Committee chairman Rich Maddux will present a summary to council members on May 19.

The Nonpartisan Elections Citizens Committee has finished its work and will forward a report on its findings to Mayor Wendell Lynch and Hopkinsville City Council in the next several days. 

During a meeting Thursday night in city council chambers, committee members agreed on the last additions to a list of advantages and disadvantages to partisan and nonpartisan elections.

The Nonpartisan Elections Citizens Committee meets Thursday, May 5, 2022, at the Hopkinsville Municipal Center. (Photo by Jennifer P. Brown)

City Clerk Crissy Fletcher will incorporate the changes and prepare the final report. Committee chairman Rich Maddux is slated to present a summary of the report to council members at their May 19 Committee of the Whole meeting. The report will contain the committee’s findings but not a recommendation about whether the council should keep the city’s current partisan election system or vote to implement nonpartisan elections. 
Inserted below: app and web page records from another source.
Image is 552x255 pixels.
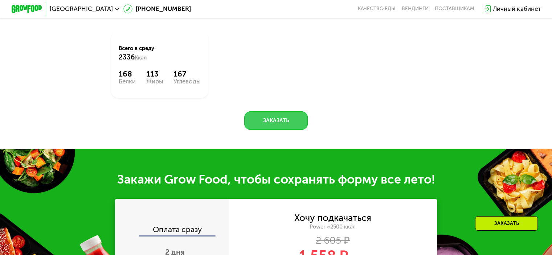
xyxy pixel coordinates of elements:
[358,6,395,12] a: Качество еды
[173,69,201,78] div: 167
[123,4,191,13] a: [PHONE_NUMBER]
[146,69,163,78] div: 113
[135,54,147,61] span: Ккал
[493,4,540,13] div: Личный кабинет
[146,78,163,85] div: Жиры
[119,53,135,61] span: 2336
[116,226,229,235] div: Оплата сразу
[119,78,136,85] div: Белки
[244,111,308,130] button: Заказать
[229,223,437,230] div: Power ~2500 ккал
[119,45,200,61] div: Всего в среду
[50,6,113,12] span: [GEOGRAPHIC_DATA]
[229,236,437,244] div: 2 605 ₽
[173,78,201,85] div: Углеводы
[435,6,474,12] div: поставщикам
[475,216,538,231] div: Заказать
[294,214,371,222] div: Хочу подкачаться
[119,69,136,78] div: 168
[402,6,428,12] a: Вендинги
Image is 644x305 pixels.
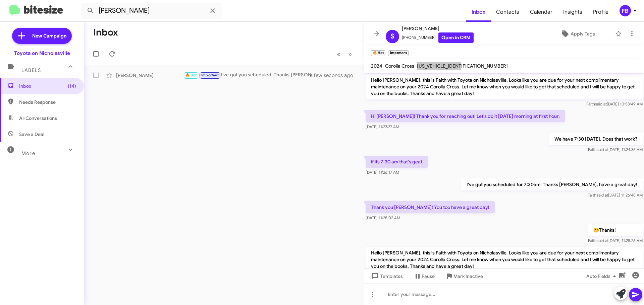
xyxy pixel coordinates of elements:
div: a few seconds ago [318,72,358,79]
nav: Page navigation example [333,47,356,61]
button: Previous [333,47,345,61]
span: Apply Tags [570,28,595,40]
span: Pause [422,271,435,282]
p: 😊Thanks! [588,224,643,237]
div: Toyota on Nicholasville [14,50,70,57]
span: Inbox [19,83,76,89]
span: Save a Deal [19,131,44,138]
span: S [391,31,394,42]
span: [PHONE_NUMBER] [402,32,473,43]
button: Pause [408,271,440,282]
span: Faith [DATE] 10:58:49 AM [586,101,643,107]
span: Templates [370,271,403,282]
span: said at [595,101,606,107]
p: Hello [PERSON_NAME], this is Faith with Toyota on Nicholasville. Looks like you are due for your ... [365,247,643,273]
button: Apply Tags [543,28,612,40]
small: 🔥 Hot [371,50,385,56]
span: said at [597,238,608,244]
button: Auto Fields [581,271,624,282]
span: said at [597,147,608,152]
button: Mark Inactive [440,271,488,282]
span: More [21,151,35,156]
div: [PERSON_NAME] [116,72,183,79]
span: Needs Response [19,99,76,105]
span: Important [201,73,219,78]
a: New Campaign [12,28,72,44]
span: Faith [DATE] 11:26:48 AM [588,193,643,198]
span: said at [596,193,608,198]
span: Mark Inactive [453,271,483,282]
span: All Conversations [19,115,57,121]
span: » [348,50,352,58]
span: [US_VEHICLE_IDENTIFICATION_NUMBER] [417,63,508,69]
div: FB [619,5,631,16]
span: « [337,50,340,58]
span: 2024 [371,63,382,69]
a: Calendar [524,3,558,22]
button: Templates [364,271,408,282]
p: Hello [PERSON_NAME], this is Faith with Toyota on Nicholasville. Looks like you are due for your ... [365,74,643,100]
span: Faith [DATE] 11:28:26 AM [588,238,643,244]
a: Open in CRM [438,32,473,43]
span: Corolla Cross [385,63,414,69]
p: I've got you scheduled for 7:30am! Thanks [PERSON_NAME], have a great day! [461,178,643,191]
p: Thank you [PERSON_NAME]! You too have a great day! [365,202,495,213]
span: [PERSON_NAME] [402,25,473,32]
span: Labels [21,67,41,74]
span: [DATE] 11:26:17 AM [365,170,399,175]
h1: Inbox [93,27,118,38]
span: [DATE] 11:23:27 AM [365,124,399,129]
p: if its 7:30 am that's geat [365,156,427,168]
button: FB [614,5,636,16]
p: Hi [PERSON_NAME]! Thank you for reaching out! Let's do it [DATE] morning at first hour. [365,110,565,122]
span: Auto Fields [586,271,618,282]
a: Contacts [491,3,524,22]
span: New Campaign [32,32,67,39]
input: Search [81,3,222,19]
p: We have 7:30 [DATE]. Does that work? [549,133,643,145]
span: (14) [68,83,76,89]
a: Profile [588,3,614,22]
div: I've got you scheduled! Thanks [PERSON_NAME], have a great day! [183,71,318,79]
span: [DATE] 11:28:02 AM [365,215,400,220]
span: Faith [DATE] 11:24:35 AM [588,147,643,152]
button: Next [344,47,356,61]
a: Insights [558,3,588,22]
small: Important [388,50,408,56]
a: Inbox [466,3,491,22]
span: 🔥 Hot [186,73,197,78]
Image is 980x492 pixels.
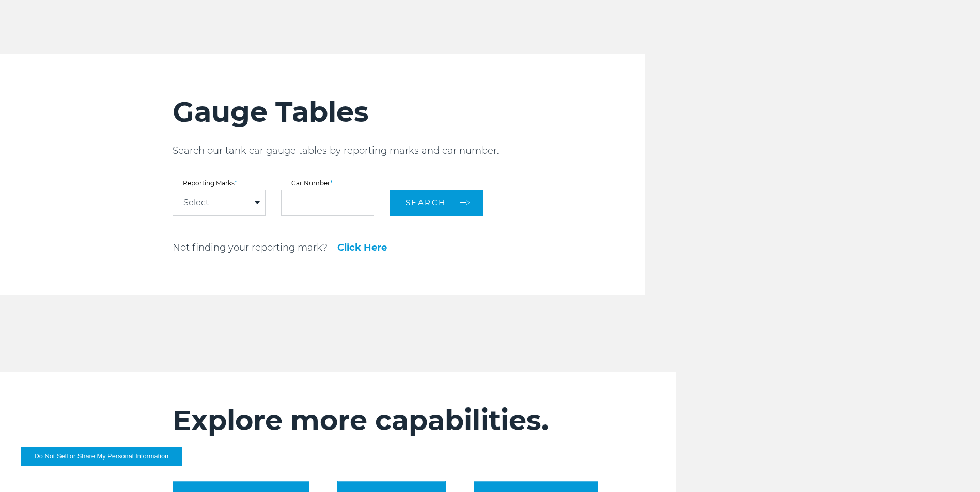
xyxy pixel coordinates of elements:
[389,190,482,216] button: Search arrow arrow
[173,180,266,186] label: Reporting Marks
[405,197,446,207] span: Search
[281,180,374,186] label: Car Number
[173,404,613,437] h2: Explore more capabilities.
[21,447,182,467] button: Do Not Sell or Share My Personal Information
[338,243,387,253] a: Click Here
[173,242,328,254] p: Not finding your reporting mark?
[183,198,208,207] a: Select
[173,145,645,157] p: Search our tank car gauge tables by reporting marks and car number.
[173,95,645,129] h2: Gauge Tables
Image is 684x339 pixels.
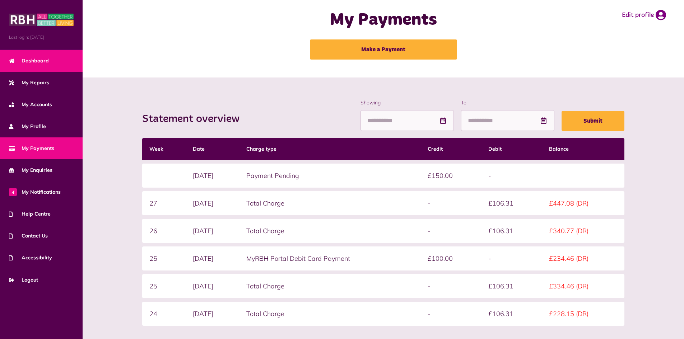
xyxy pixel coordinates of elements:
[9,276,38,284] span: Logout
[186,191,239,215] td: [DATE]
[481,138,542,160] th: Debit
[420,219,481,243] td: -
[9,13,74,27] img: MyRBH
[239,274,420,298] td: Total Charge
[420,247,481,271] td: £100.00
[420,164,481,188] td: £150.00
[9,167,52,174] span: My Enquiries
[239,138,420,160] th: Charge type
[9,188,17,196] span: 4
[9,123,46,130] span: My Profile
[310,39,457,60] a: Make a Payment
[186,164,239,188] td: [DATE]
[239,191,420,215] td: Total Charge
[360,99,454,107] label: Showing
[142,219,186,243] td: 26
[542,219,624,243] td: £340.77 (DR)
[239,219,420,243] td: Total Charge
[9,145,54,152] span: My Payments
[561,111,624,131] button: Submit
[142,302,186,326] td: 24
[481,219,542,243] td: £106.31
[186,247,239,271] td: [DATE]
[420,302,481,326] td: -
[481,302,542,326] td: £106.31
[9,188,61,196] span: My Notifications
[481,164,542,188] td: -
[186,219,239,243] td: [DATE]
[622,10,666,20] a: Edit profile
[481,191,542,215] td: £106.31
[186,302,239,326] td: [DATE]
[481,247,542,271] td: -
[9,34,74,41] span: Last login: [DATE]
[239,164,420,188] td: Payment Pending
[9,232,48,240] span: Contact Us
[542,247,624,271] td: £234.46 (DR)
[239,302,420,326] td: Total Charge
[461,99,554,107] label: To
[9,210,51,218] span: Help Centre
[420,274,481,298] td: -
[142,191,186,215] td: 27
[542,274,624,298] td: £334.46 (DR)
[420,138,481,160] th: Credit
[9,254,52,262] span: Accessibility
[186,274,239,298] td: [DATE]
[542,191,624,215] td: £447.08 (DR)
[542,138,624,160] th: Balance
[9,101,52,108] span: My Accounts
[142,274,186,298] td: 25
[9,57,49,65] span: Dashboard
[240,10,527,31] h1: My Payments
[542,302,624,326] td: £228.15 (DR)
[239,247,420,271] td: MyRBH Portal Debit Card Payment
[9,79,49,87] span: My Repairs
[186,138,239,160] th: Date
[142,113,247,126] h2: Statement overview
[481,274,542,298] td: £106.31
[142,138,186,160] th: Week
[420,191,481,215] td: -
[142,247,186,271] td: 25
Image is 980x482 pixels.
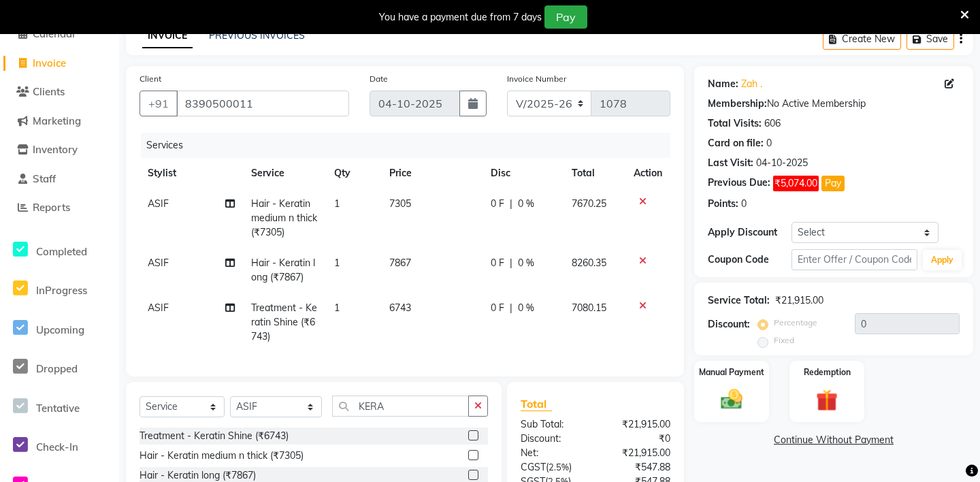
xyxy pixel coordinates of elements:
span: 1 [334,256,340,269]
span: Tentative [36,402,79,414]
span: 0 % [518,196,534,211]
button: +91 [139,91,178,116]
button: Apply [923,250,962,270]
div: Membership: [707,97,767,111]
span: Marketing [33,114,81,128]
div: Last Visit: [707,156,754,170]
div: Net: [510,446,595,460]
span: InProgress [36,284,87,297]
span: ASIF [148,256,168,269]
div: 0 [741,196,747,211]
div: 0 [766,136,772,150]
span: Hair - Keratin long (₹7867) [252,256,315,284]
span: 7305 [389,197,411,210]
span: 0 % [518,301,534,316]
th: Disc [483,158,563,189]
span: 0 % [518,256,534,270]
span: | [510,196,513,211]
input: Search or Scan [332,396,469,416]
span: Upcoming [36,323,84,336]
th: Total [563,158,625,189]
div: Card on file: [707,136,763,150]
span: | [510,301,513,316]
input: Enter Offer / Coupon Code [791,249,917,270]
div: Coupon Code [707,253,791,267]
a: Staff [4,171,116,187]
span: | [510,256,513,270]
div: Hair - Keratin medium n thick (₹7305) [139,448,304,463]
span: 1 [334,302,340,314]
span: 0 F [490,301,504,316]
div: Previous Due: [707,175,770,192]
span: 7080.15 [572,302,607,314]
div: Points: [707,196,738,211]
a: PREVIOUS INVOICES [209,29,305,42]
div: Discount: [510,432,595,446]
a: Calendar [4,26,116,43]
div: Treatment - Keratin Shine (₹6743) [139,429,288,443]
th: Qty [326,158,381,189]
span: Inventory [33,143,77,156]
div: 606 [764,116,781,131]
label: Fixed [774,334,794,346]
span: Treatment - Keratin Shine (₹6743) [252,302,317,343]
div: Sub Total: [510,417,595,432]
div: Apply Discount [707,226,791,240]
span: Completed [36,245,87,258]
span: ASIF [148,197,168,210]
a: Zah . [741,76,762,91]
div: ( ) [510,460,595,474]
img: _gift.svg [809,386,846,414]
span: 0 F [490,256,504,270]
span: Dropped [36,362,77,376]
th: Price [381,158,483,189]
span: ₹5,074.00 [773,175,818,192]
div: Services [141,133,680,158]
th: Stylist [139,158,243,189]
a: Invoice [4,56,116,72]
div: ₹0 [595,432,680,446]
div: Service Total: [707,293,769,308]
div: ₹21,915.00 [775,293,823,308]
th: Action [625,158,670,189]
div: Total Visits: [707,116,761,131]
div: You have a payment due from 7 days [379,11,542,24]
div: 04-10-2025 [756,156,808,170]
th: Service [243,158,326,189]
a: Clients [4,84,116,100]
span: CGST [520,461,546,473]
div: ₹21,915.00 [595,446,680,460]
label: Date [370,73,388,85]
a: Reports [4,200,116,216]
img: _cash.svg [714,386,750,412]
span: 7867 [389,256,411,269]
label: Invoice Number [507,73,566,85]
div: Name: [707,76,738,91]
span: Clients [33,85,65,98]
span: Total [520,397,551,411]
span: Reports [33,200,70,214]
label: Manual Payment [698,366,764,378]
span: Invoice [33,56,66,70]
span: Hair - Keratin medium n thick (₹7305) [252,197,317,238]
a: INVOICE [142,24,193,48]
button: Create New [822,29,901,49]
span: 2.5% [549,462,569,472]
button: Pay [545,6,587,29]
div: No Active Membership [707,97,960,111]
div: ₹21,915.00 [595,417,680,432]
label: Client [139,73,162,85]
a: Marketing [4,113,116,130]
label: Redemption [804,366,850,378]
input: Search by Name/Mobile/Email/Code [176,91,349,116]
span: 1 [334,197,340,210]
a: Inventory [4,142,116,158]
div: ₹547.88 [595,460,680,474]
button: Pay [821,175,845,192]
span: 8260.35 [572,256,607,269]
span: ASIF [148,302,168,314]
a: Continue Without Payment [697,433,970,447]
span: 7670.25 [572,197,607,210]
span: 6743 [389,302,411,314]
span: 0 F [490,196,504,211]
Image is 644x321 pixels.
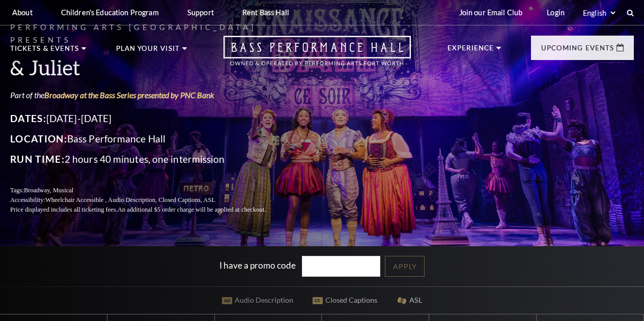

Hopkinsville is among a small number of Kentucky cities where the mayor and council are chosen in partisan elections. 

In June 2020, city council voted 6-to-5 to switch to nonpartisan elections, but Lynch vetoed the ordinance amid concerns the public didn’t have time to learn about the potential impact of changing the election system. He appointed the elections committee in April 2021 and asked the panel to help educate the public about partisan versus nonpartisan elections and to explore “the basis for changing the present system.”

Over the past 11 months, the committee conducted nine meetings to study and discuss election systems and conducted a public forum with an expert panel. The public was invited to give feedback during a January meeting. At that session, nine people spoke and all were opposed to switching to nonpartisan elections.

Jennifer P. Brown is co-founder, publisher and editor of Hoptown Chronicle. You can reach her at editor@hoptownchronicle.org. She spent 30 years as a reporter and editor at the Kentucky New Era. She is a co-chair of the national advisory board to the Institute for Rural Journalism and Community Issues, governing board president for the Kentucky Historical Society, and co-founder of the Kentucky Open Government Coalition.